For that reason, he knew that he should stay away from Jerusalem. He has mentioned it more than once. There was nothing but risk for him if he showed up in Jerusalem – especially now, at the time of the Passover. He could have stayed away. But instead, Jesus went.

But he took care to set up a particular kind of entrance. He made arrangements ahead of time to get a donkey. Seated on the donkey, he would ride into the city in a procession of palm branches and cloaks spread before him, with a chorus of Hosannas ringing around him. Hosanna, which means, Save us.

For those who understood, and the religious authorities surely understood, he was acting out the words of the Hebrew prophet Zechariah, one of those later prophets we read last week, who said:

Rejoice greatly, O daughter Zion! Shout aloud, O daughter Jerusalem! Lo, your king comes to you; triumphant and victorious is he, humble and riding on a donkey, on a colt, the foal of a donkey.

The triumphant king arrives on a donkey – a colt, the foal of a donkey – from Chapter 9, verse 9. The prophet Zechariah continues:

He will cut off the chariot from Ephraim

    and the war horse from Jerusalem;

and the battle bow shall be cut off,

    and he shall command peace to the nations;

his dominion shall be from sea to sea

    and from the River to the ends of the earth.

Do you see? The Lord, the Divine Warrior, will demilitarize the nations of the world. This is the prophetic vision; this is the ultimate good. And Jesus is in the midst of it. 

But on the other side of the city there is that other entrance – with Pilate and his military entourage. Pilate, atop a war horse, dressed for battle; a battalion of soldiers surrounding him – with armor, with weapons, and with all the glory of the empire attached to them – ready to crush any opposition.

***

On Palm Sunday as we draw near to the end of our Lenten journey, we ought to consider the way we have gone, and the way we will choose to go. Where have we traveled, and what have we learned? The way of Jesus has taken us through darkness looking for light; through blindness looking for new vision; he has taken us away from well-worn customary routes and onto new paths; he has shaken our assumptions about death and turned us toward the expectation of life.

Through it all, one thing has been clear: We have to choose the way we will go. We can go the normal way: the way of the world. Or we can go the other way: the way of Christ. The story of Palm Sunday shows us both: Pilate’s way and Jesus’ way.

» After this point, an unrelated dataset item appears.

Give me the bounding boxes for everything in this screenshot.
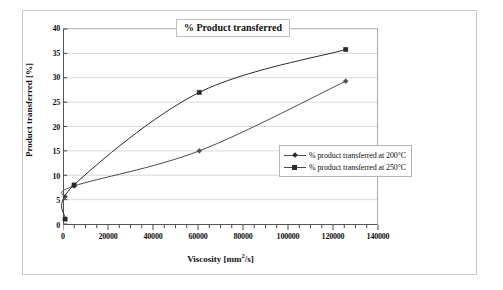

The preacher and teacher, Tom Long, says this is a story to read on two levels. On the one level, we see the chaos, the brutality of the empire, the forces that oppose Jesus, the dangers that await him. And on the other level we see the divine plan: the steady, undeterred cadence of the will of God.

Even while, at the first level, Herod is king, Caesar is lord, and Pilate is governor; at the other level, Jesus is Lord, King, and Messiah. At one level all the rulers of this present time will come together to take his life from him on the cross, that ugly instrument of torture. But at the other level no one takes Lord Jesus’ life; he gives it freely, for the sake of the world.

The first level is clear to see. The second level can be seen only through the eyes of faith.

You have to choose the way you will go. I pray you will go the way of faith.